Omagh families to get evidence

TWO OF the men being sued over the Omagh bomb atrocity yesterday failed in an attempt to have all evidence supplied by police…

TWO OF the men being sued over the Omagh bomb atrocity yesterday failed in an attempt to have all evidence supplied by police to victims' families banned from the civil action.

Lawyers for Colm Murphy and Séamus Daly wanted interview notes, internal reports and cell site evidence excluded from the multi-million pound compensation case.

They claimed disclosure by the Police Service of Northern Ireland (PSNI) to relatives of some of the 29 people murdered in the terrorist attack 10 years ago was unlawful. It was also argued that providing support and assistance to the families seeking exemplary damages strengthened suspicions of bias.

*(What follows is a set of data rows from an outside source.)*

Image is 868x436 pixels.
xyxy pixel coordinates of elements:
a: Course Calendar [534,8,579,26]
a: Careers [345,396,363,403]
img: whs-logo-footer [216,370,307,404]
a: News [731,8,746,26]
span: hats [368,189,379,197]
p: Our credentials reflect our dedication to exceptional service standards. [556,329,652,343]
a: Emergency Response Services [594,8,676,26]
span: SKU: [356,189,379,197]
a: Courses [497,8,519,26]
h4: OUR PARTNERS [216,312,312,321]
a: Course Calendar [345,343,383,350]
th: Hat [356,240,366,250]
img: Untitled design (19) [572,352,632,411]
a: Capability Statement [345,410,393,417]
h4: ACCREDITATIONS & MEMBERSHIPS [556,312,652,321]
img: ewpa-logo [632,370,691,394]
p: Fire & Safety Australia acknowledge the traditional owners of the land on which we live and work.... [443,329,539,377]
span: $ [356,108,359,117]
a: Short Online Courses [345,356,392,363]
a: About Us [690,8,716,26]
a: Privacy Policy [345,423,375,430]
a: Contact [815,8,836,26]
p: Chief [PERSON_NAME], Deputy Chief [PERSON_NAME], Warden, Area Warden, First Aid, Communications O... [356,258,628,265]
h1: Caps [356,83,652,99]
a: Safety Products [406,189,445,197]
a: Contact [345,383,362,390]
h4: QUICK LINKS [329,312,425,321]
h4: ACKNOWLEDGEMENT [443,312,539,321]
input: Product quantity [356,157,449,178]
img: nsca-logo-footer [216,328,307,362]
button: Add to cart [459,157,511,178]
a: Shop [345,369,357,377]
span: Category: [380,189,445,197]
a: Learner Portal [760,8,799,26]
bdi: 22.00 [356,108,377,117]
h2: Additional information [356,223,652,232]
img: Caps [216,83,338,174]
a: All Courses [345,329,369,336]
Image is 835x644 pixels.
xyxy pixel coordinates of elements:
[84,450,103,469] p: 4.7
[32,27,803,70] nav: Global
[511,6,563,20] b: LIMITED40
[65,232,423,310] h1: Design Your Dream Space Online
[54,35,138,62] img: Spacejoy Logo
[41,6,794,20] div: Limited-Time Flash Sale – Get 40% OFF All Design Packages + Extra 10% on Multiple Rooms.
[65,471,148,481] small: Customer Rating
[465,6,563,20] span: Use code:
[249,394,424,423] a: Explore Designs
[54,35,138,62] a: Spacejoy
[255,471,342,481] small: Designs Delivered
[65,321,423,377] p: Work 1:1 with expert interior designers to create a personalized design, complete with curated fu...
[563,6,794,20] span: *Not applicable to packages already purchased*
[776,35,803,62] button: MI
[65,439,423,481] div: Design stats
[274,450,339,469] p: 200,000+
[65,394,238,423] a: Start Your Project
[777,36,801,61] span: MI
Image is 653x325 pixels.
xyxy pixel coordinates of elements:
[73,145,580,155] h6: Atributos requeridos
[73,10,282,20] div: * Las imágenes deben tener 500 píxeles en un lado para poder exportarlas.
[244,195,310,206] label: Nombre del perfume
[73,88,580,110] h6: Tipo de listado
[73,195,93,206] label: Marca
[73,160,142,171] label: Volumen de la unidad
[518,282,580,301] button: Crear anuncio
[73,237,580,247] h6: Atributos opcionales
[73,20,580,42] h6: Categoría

But delivering judgment on the application as the trial resumed at the High Court in Belfast, Mr Justice Morgan ruled there was no evidence that the PSNI had withheld any information from the suspects. He also rejected claims of an "inequality of arms" by pointing out that during the trial the defendants' legal teams had referred to passages of material disclosed by police which they considered to be in their favour.

READ MORE

Murphy and Daly - along with Michael McKevitt, Séamus McKenna and Liam Campbell - have been accused of responsibility for the August 1998 dissident republican bomb strike which devastated Omagh. All five men deny liability.